The sweet spot is usually:

  • move fast now
  • preserve flexibility later

That’s where orchestration becomes interesting. It gives your team room to evolve the product. Your infrastructure can grow without forcing a rebuild every time requirements change.

“What does coverage actually look like across providers?”

This question matters a lot, but the danger is expecting a simple list of banks.

Because a “supported institution” from a list doesn’t always include:

  • stable connectivity
  • high conversion
  • reliable MFA handling
  • consistent transaction quality
  • support for a specific data product
  • or a smooth end-user experience

Different aggregators perform better in different scenarios.

Some have stronger coverage in certain regions.
Some handle specific institutions better.
Some perform better for lending workflows versus personal financial management.

Your users just want the connection to work. When account linking fails, users rarely blame the infrastructure provider.

They blame your app.

That’s why many fintech teams eventually start thinking less about “which aggregator is best” and more about “How do we maximize successful connections for our users?”
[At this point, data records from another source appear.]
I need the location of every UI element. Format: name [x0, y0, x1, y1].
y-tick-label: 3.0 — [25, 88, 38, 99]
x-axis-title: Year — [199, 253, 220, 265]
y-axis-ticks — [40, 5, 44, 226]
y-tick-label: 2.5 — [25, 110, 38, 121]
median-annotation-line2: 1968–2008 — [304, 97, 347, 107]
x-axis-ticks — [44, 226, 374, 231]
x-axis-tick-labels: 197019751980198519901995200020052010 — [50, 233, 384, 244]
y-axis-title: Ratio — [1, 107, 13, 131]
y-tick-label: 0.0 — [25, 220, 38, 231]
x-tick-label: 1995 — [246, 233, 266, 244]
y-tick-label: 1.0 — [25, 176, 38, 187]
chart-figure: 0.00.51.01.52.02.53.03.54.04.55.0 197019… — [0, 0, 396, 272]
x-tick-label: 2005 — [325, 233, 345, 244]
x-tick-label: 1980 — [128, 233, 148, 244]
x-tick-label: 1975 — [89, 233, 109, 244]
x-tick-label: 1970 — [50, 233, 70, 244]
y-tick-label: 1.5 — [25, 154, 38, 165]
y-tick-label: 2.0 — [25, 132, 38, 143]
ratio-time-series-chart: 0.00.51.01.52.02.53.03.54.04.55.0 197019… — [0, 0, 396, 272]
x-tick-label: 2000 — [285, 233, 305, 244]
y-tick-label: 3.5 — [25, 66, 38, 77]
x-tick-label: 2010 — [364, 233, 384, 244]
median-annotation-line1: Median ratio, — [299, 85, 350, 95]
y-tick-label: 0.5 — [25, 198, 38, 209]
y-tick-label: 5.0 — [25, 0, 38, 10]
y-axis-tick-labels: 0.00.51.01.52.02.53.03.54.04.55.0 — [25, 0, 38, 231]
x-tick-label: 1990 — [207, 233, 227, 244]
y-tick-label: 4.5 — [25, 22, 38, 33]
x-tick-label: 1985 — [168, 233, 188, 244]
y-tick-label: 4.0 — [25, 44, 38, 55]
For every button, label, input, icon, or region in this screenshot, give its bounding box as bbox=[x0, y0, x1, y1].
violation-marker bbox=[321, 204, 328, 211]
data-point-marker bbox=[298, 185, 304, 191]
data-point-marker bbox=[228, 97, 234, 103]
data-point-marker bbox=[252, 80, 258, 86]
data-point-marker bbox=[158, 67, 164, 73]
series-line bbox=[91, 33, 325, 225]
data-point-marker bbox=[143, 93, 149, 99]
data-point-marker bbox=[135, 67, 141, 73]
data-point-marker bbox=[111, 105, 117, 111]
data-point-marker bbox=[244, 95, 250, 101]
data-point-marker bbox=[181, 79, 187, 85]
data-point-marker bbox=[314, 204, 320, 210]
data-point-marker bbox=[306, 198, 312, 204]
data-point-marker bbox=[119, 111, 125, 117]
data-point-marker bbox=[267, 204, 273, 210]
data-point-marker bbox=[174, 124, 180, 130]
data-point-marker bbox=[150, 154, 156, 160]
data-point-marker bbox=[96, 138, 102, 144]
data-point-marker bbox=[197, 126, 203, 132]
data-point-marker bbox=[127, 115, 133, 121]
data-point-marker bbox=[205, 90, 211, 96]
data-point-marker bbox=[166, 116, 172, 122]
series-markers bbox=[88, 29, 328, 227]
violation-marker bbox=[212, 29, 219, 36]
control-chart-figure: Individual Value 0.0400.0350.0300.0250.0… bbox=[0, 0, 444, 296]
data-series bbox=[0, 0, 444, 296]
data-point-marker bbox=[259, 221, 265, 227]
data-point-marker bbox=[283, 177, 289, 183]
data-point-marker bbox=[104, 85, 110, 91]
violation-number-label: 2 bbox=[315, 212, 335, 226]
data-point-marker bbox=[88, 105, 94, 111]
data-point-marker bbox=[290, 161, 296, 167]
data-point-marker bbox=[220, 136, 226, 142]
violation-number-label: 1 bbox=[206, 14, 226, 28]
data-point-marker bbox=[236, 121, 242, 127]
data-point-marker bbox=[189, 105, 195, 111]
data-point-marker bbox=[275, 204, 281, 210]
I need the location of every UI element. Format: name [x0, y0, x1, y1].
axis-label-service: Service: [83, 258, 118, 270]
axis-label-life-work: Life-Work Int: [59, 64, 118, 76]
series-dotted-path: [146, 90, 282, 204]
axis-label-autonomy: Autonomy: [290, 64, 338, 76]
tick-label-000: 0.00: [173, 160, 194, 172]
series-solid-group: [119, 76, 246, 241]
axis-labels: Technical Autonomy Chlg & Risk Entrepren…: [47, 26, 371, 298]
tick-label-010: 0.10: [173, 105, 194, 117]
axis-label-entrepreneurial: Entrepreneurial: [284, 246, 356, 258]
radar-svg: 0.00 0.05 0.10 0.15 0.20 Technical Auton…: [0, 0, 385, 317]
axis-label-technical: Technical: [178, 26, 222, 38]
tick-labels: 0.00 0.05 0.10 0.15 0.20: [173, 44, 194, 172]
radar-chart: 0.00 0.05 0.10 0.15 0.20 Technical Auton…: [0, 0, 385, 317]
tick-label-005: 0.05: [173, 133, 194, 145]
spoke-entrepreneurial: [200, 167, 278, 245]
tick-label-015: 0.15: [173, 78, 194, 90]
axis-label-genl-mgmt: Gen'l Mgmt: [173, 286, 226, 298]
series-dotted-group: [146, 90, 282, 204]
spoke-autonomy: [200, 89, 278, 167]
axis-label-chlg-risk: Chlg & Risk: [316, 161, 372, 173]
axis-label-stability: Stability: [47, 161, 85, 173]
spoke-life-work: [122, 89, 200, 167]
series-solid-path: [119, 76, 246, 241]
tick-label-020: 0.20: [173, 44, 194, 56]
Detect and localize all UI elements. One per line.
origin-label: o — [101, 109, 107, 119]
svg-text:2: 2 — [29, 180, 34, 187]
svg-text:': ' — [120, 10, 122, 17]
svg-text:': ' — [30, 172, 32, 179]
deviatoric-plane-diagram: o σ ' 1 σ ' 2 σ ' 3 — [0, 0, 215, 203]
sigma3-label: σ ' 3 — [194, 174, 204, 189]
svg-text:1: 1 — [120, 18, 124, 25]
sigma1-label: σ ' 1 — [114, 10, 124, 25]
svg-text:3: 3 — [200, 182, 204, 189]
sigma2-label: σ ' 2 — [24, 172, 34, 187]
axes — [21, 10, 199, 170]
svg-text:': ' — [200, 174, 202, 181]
That’s a different mindset entirely.

“When should I actually think about orchestration?”

Usually earlier than teams expect.

Not because you need enterprise-grade infrastructure on day one, but because infrastructure decisions compound over time. The longer a product grows around rigid assumptions, the harder those assumptions become to unwind later.

The best fintech builders tend to think in phases.

Phase 1:

Ship fast. Validate the product. Find distribution.

Phase 2:

Improve reliability. Reduce operational headaches. Increase conversion.

Phase 3:

Build resilience. Add routing flexibility. Reduce vendor concentration risk.

The goal is building a stack that can evolve alongside the company. Infrastructure decisions that feel small at 10 customers can become existential at 100,000.


Final Thoughts

Every fintech founder wants the same thing when they set out:

  1. Get to market fast.
  2. Delight users.
  3. Stay alive long enough to matter.

That should absolutely be the priority. 

But the strongest teams also understand something important:
Today's shortcut has a way of becoming tomorrow’s bottleneck.

The challenge is choosing infrastructure that gives your company room to survive, adapt, and grow as the stakes get bigger.